Was Hartford Connecticut Really Named for My Husband’s Ancestor?

So every once in a while Ancestry sends out an e-mail about possible hints for people in my online family tree. I got one a while back which pointed me to “pictures” other people had posted to their trees. I put the word pictures in quotes because they weren’t all what you would typically think of as pictures. Some were pages that were copied out of books. So I searched online for the whole books and found them and downloaded digital copies of them. But I also then purchased them on Amazon because when you are trying to add people to your tree you often are going back and forth between generations and it’s so much easier with a physical book then trying to do that with a computer file.

The two books that I found were Ecclesiastical and Other Sketches of Southington, Conn and The Stanley Families of America. The books contained info on the Hart, Stanley, and Porter lines in addition to the Cowles family who I wrote about in a previous blog post.

I knew from the Cowles book that Sarah Cowles had married Stephen Hart. They were one of my husband’s sets of 7 times great-grandparents. I also realized that I had Sarah in my tree twice, once as her parents’ daughter because my husband is descended from Samuel Cowles and Abigail Stanley, and once with her husband because my husband is descended from their daughter Abigail Hart. Abigail Hart’s daughter, Abigail Cole, married John Cowles, who was the grandson of Sarah’s brother Samuel Cowles.  That all makes perfect sense right? Yeah, not to me either. I had to create the chart below to help figure it all out. Turns out the parents of Asenath Cowles were second cousins on the Cowles line. Asenath was the wife of Miles Cooper, who I wrote about in a blog post several months ago.

AND Asenath’s parents were also each other’s third cousins on the Hart line. See chart below.

Then I discovered another book, A Genealogy of the Descendants of Richard Porter. I didn’t buy that book because it wasn’t really about this branch of the Porter family, although it did mention a few things about the Porter brothers, Thomas, Robert, and Daniel.  Turns out the Asenath’s grandparents, John Cowles and Mary Porter were also second cousins.

Thank goodness Miles and Asenath moved to the northwestern part of New York state and their son George married Roxina Doxtater to get some German DNA to mix in with all the English DNA of people marrying their cousins! You should see how confusing our online tree looks now that I have all of these people in it; lines going all over the place!

So to get back to the title of this blog post, the Steven Hart at the top of the second chart above is the man after whom Hartford, Connecticut was supposedly named. According to the Ecclesiastical and Other Sketches of Southington, Conn book, he was supposed to have come from Braintree, Essex County, England. The company he came with first settled in Braintree, Massachusetts. He then moved to Newtown (which is what present day Cambridge, Mass was called at the time). He “constituted the church of which Rev Thomas Hooker was invited from England to become their pastor”.  I assume “constituted” means he founded the church. He was in Cambridge in 1632 and was admitted a freeman there on May 14, 1634. He went to Hartford in 1635 with Mr. Hooker’s company and was one of the original proprietors there. There is a tradition that the town was named for a ford he discovered and used when crossing the Connecticut River at a low stage of the water. So from Hart’s Ford the name transitioned into Hartford. I have however seen a picture online of a plaque at the Ancient Burying Ground in Hartford, CT that states that the town was named after Hertford, England. Hertford is about 37 miles from Braintree where Stephen Hart was supposed to have come from, so who knows.

The Ancient Burying Ground in Hartford, CT is another place we need to go visit, theancientburyingground.org.  Some of my husband’s ancestors are buried there including Timothy Stanley. He died in 1648 and his grave is listed as the oldest one in the cemetery. Timothy was the father of Abigail Stanley who married Samuel Cowles listed in the first chart above. Samuel’s mother Hannah is also buried there.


> _WHAT THE EXERCISE ASKS_:
All lines in the data bearing the string "Share" should be identified and copied.

> _DATA IN THIS EXERCISE_:

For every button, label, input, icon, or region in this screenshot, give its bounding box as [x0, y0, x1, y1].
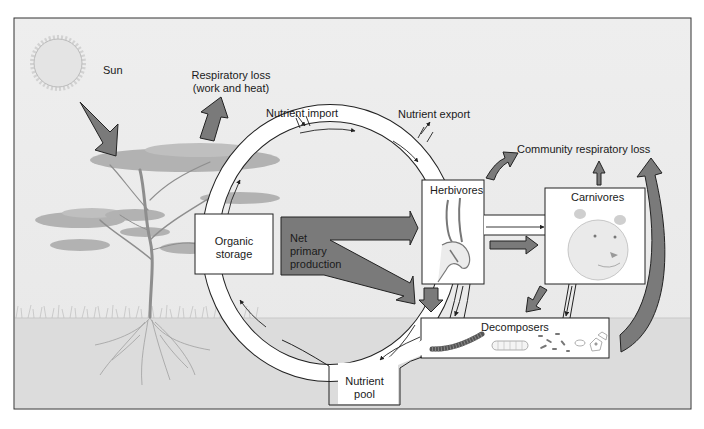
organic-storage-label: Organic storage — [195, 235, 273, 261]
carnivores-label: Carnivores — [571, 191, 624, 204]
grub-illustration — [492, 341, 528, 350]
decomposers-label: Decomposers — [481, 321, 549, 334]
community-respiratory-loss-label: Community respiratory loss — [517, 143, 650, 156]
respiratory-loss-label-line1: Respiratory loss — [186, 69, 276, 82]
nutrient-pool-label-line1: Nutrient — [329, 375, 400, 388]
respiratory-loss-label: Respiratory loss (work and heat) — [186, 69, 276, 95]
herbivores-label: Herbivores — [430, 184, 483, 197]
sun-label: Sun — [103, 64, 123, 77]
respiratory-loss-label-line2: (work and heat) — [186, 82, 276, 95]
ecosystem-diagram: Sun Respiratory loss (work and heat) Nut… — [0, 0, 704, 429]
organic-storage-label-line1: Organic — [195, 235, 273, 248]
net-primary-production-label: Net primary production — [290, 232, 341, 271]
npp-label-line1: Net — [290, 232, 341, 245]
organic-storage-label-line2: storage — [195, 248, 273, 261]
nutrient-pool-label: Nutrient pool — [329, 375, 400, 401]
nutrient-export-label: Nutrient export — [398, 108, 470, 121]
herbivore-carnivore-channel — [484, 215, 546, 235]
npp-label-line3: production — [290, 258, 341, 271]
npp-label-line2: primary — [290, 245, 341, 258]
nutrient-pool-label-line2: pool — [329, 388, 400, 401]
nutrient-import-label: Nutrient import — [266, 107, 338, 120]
...
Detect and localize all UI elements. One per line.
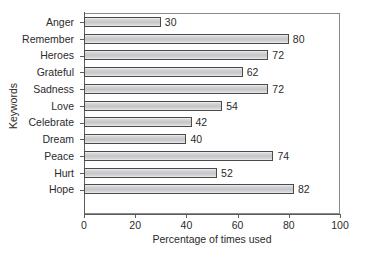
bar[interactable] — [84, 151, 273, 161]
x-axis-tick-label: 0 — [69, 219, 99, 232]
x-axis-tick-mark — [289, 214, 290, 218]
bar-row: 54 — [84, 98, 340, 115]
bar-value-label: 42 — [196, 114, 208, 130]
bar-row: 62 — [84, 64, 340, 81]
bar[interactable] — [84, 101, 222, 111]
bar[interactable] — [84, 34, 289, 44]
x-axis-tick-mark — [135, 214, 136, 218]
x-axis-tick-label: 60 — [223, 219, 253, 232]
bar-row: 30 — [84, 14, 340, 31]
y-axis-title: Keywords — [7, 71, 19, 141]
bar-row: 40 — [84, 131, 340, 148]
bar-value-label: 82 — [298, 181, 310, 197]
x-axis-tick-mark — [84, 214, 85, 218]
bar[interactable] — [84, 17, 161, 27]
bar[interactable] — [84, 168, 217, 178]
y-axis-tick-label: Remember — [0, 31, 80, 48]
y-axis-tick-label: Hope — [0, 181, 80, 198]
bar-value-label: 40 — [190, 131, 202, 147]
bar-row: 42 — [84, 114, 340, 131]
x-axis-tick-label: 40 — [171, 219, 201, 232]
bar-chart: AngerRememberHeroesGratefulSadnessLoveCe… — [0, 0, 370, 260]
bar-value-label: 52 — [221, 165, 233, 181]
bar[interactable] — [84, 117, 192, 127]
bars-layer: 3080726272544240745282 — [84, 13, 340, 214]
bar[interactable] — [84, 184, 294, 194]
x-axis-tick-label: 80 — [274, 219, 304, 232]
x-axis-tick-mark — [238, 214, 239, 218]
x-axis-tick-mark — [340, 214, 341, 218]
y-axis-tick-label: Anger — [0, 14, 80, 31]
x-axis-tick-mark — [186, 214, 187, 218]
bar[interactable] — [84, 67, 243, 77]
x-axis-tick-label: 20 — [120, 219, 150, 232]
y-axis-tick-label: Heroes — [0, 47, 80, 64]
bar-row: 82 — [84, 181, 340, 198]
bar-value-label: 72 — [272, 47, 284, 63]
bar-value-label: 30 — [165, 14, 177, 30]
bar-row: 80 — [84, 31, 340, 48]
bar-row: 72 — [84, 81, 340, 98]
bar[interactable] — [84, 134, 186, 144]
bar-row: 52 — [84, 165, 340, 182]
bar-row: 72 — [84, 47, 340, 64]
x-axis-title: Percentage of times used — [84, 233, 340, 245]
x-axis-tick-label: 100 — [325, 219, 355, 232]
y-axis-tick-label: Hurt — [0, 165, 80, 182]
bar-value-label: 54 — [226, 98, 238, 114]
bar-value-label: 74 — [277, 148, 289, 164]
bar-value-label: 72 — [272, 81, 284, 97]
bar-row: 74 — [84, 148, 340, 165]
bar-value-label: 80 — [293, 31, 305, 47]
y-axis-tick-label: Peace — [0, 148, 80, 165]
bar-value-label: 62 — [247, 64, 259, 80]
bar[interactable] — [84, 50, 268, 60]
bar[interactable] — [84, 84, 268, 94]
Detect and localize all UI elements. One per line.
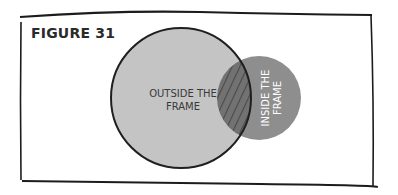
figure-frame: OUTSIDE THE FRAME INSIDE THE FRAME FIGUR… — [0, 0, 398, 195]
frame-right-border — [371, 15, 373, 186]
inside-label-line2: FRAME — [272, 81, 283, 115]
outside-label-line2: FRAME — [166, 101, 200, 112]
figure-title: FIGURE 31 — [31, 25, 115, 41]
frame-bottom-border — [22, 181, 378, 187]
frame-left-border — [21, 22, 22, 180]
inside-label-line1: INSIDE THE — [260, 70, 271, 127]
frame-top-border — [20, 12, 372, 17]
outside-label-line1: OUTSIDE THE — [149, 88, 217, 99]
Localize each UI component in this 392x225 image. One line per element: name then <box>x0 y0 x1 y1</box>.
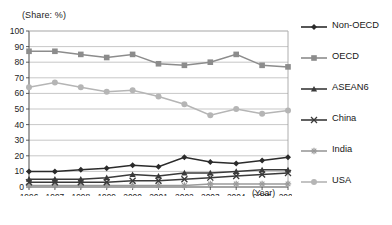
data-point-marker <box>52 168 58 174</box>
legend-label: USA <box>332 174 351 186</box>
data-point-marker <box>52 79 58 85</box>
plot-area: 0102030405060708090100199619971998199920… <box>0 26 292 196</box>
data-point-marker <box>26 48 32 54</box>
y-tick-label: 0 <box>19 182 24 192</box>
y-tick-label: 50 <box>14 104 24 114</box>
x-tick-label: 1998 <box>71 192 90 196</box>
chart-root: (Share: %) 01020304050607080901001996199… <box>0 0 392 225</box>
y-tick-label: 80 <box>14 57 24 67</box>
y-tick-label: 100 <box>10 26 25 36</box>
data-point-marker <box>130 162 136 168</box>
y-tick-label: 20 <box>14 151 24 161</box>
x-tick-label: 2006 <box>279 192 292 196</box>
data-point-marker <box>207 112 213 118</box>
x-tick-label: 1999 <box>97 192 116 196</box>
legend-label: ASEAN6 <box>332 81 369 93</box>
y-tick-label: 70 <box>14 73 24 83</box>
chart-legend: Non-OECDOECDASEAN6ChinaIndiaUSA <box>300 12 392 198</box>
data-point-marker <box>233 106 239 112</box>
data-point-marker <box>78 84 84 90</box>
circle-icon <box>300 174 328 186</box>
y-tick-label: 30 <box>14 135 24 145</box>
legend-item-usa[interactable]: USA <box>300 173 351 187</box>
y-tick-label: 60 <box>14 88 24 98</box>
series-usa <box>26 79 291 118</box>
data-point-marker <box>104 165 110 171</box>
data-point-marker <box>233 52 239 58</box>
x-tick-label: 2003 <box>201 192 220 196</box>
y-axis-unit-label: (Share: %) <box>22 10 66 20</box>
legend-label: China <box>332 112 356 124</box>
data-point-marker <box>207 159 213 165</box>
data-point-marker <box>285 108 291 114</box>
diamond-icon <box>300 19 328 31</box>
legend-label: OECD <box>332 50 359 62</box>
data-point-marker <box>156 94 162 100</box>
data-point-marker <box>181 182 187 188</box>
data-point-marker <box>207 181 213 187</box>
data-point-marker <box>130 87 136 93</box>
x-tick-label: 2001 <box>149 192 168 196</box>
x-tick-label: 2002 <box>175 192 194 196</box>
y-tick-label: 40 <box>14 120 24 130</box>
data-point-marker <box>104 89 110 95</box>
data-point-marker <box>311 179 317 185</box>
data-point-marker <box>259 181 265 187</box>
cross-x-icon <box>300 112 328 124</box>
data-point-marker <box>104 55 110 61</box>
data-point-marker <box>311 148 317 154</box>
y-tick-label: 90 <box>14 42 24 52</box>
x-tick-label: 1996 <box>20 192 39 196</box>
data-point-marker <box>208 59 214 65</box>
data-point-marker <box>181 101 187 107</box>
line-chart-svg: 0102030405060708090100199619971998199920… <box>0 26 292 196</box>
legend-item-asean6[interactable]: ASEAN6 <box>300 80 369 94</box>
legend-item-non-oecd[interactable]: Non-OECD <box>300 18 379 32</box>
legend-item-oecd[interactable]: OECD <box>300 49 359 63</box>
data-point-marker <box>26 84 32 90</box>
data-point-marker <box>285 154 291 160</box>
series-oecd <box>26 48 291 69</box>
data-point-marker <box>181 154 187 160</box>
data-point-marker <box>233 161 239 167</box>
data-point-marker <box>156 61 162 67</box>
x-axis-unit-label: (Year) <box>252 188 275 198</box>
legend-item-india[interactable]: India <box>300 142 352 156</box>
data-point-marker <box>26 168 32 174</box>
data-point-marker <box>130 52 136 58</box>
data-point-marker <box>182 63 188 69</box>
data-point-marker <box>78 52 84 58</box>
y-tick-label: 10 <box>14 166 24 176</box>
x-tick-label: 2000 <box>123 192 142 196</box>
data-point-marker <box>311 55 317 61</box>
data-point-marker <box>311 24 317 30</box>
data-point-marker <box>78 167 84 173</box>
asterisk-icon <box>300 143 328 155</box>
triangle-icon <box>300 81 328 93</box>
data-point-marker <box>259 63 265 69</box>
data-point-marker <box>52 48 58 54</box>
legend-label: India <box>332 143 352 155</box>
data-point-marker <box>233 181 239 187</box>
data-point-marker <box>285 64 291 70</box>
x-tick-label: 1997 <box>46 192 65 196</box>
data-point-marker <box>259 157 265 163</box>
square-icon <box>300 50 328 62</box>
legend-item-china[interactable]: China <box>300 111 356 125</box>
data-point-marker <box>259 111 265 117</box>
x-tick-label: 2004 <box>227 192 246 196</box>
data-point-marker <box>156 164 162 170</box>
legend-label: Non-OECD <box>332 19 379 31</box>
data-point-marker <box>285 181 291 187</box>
...
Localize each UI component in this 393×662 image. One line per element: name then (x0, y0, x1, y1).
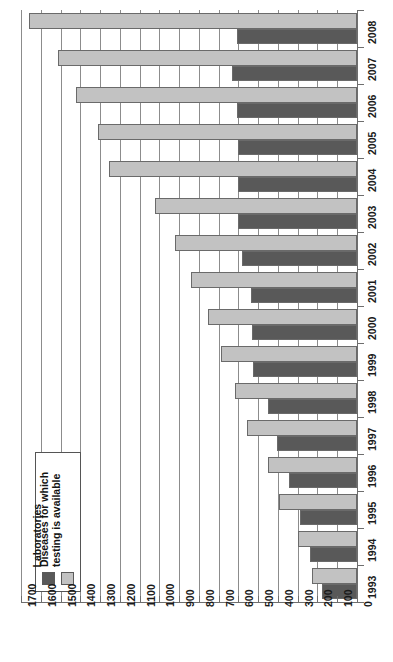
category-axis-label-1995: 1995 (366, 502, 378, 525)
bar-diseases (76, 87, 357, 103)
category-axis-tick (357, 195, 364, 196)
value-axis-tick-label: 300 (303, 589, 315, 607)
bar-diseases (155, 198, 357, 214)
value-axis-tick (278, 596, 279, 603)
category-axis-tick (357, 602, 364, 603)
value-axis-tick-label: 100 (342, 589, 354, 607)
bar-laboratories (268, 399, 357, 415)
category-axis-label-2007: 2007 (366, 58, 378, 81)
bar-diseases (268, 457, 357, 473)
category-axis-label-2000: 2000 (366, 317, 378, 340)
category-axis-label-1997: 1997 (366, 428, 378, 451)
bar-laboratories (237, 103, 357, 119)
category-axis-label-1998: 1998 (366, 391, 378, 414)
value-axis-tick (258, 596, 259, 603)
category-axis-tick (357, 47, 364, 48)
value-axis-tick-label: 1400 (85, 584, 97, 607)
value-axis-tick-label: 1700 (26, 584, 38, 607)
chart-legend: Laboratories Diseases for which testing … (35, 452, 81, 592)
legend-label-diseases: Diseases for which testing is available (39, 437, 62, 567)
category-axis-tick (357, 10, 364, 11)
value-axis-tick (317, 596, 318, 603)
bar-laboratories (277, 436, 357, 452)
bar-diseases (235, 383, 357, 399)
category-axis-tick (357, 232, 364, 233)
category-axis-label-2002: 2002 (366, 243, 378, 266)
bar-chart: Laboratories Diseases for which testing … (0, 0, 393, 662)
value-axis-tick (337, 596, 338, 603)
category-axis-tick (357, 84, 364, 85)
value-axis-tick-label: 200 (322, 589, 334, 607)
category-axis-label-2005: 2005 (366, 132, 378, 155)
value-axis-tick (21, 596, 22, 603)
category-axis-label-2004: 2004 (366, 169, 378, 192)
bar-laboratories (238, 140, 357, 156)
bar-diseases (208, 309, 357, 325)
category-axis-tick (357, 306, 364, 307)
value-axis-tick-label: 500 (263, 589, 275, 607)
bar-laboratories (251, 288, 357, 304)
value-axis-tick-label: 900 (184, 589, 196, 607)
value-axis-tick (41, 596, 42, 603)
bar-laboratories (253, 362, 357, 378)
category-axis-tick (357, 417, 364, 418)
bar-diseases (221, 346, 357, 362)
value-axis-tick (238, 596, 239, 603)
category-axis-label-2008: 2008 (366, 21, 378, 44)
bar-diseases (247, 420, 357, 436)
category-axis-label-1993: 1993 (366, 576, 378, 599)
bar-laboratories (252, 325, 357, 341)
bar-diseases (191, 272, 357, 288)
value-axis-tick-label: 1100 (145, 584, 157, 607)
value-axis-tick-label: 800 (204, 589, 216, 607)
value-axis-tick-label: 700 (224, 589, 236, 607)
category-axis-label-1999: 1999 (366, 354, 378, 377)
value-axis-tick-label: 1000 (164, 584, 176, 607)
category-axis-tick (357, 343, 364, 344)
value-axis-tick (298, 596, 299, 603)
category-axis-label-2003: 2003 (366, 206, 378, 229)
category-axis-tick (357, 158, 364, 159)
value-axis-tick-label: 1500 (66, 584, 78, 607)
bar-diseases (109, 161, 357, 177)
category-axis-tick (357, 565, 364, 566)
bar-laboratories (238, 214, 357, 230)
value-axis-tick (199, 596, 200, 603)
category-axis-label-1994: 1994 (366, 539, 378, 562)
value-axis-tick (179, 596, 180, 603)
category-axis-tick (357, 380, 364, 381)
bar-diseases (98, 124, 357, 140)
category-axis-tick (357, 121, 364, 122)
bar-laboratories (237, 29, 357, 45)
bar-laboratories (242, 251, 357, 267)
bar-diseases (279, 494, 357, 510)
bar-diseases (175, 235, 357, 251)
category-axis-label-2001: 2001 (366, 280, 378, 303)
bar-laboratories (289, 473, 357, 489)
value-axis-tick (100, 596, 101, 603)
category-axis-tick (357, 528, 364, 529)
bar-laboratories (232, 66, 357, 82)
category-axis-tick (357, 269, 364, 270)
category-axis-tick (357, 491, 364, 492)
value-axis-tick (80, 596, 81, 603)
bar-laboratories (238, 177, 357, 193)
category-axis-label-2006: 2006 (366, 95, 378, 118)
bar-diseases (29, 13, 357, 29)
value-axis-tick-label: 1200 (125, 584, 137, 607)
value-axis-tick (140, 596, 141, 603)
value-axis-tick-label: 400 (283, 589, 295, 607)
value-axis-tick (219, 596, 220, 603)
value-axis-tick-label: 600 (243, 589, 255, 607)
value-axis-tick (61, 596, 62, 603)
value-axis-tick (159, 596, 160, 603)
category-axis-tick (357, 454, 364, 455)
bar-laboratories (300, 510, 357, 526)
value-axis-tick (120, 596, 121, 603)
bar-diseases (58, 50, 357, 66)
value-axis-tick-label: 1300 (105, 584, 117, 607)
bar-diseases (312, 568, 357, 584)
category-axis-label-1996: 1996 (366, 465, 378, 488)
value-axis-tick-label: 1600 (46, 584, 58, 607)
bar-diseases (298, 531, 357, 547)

> _ANSWER FOR THE TASK_:
chart-root: (Share: %) 01020304050607080901001996199… <box>0 0 392 225</box>
y-axis-unit-label: (Share: %) <box>22 10 66 20</box>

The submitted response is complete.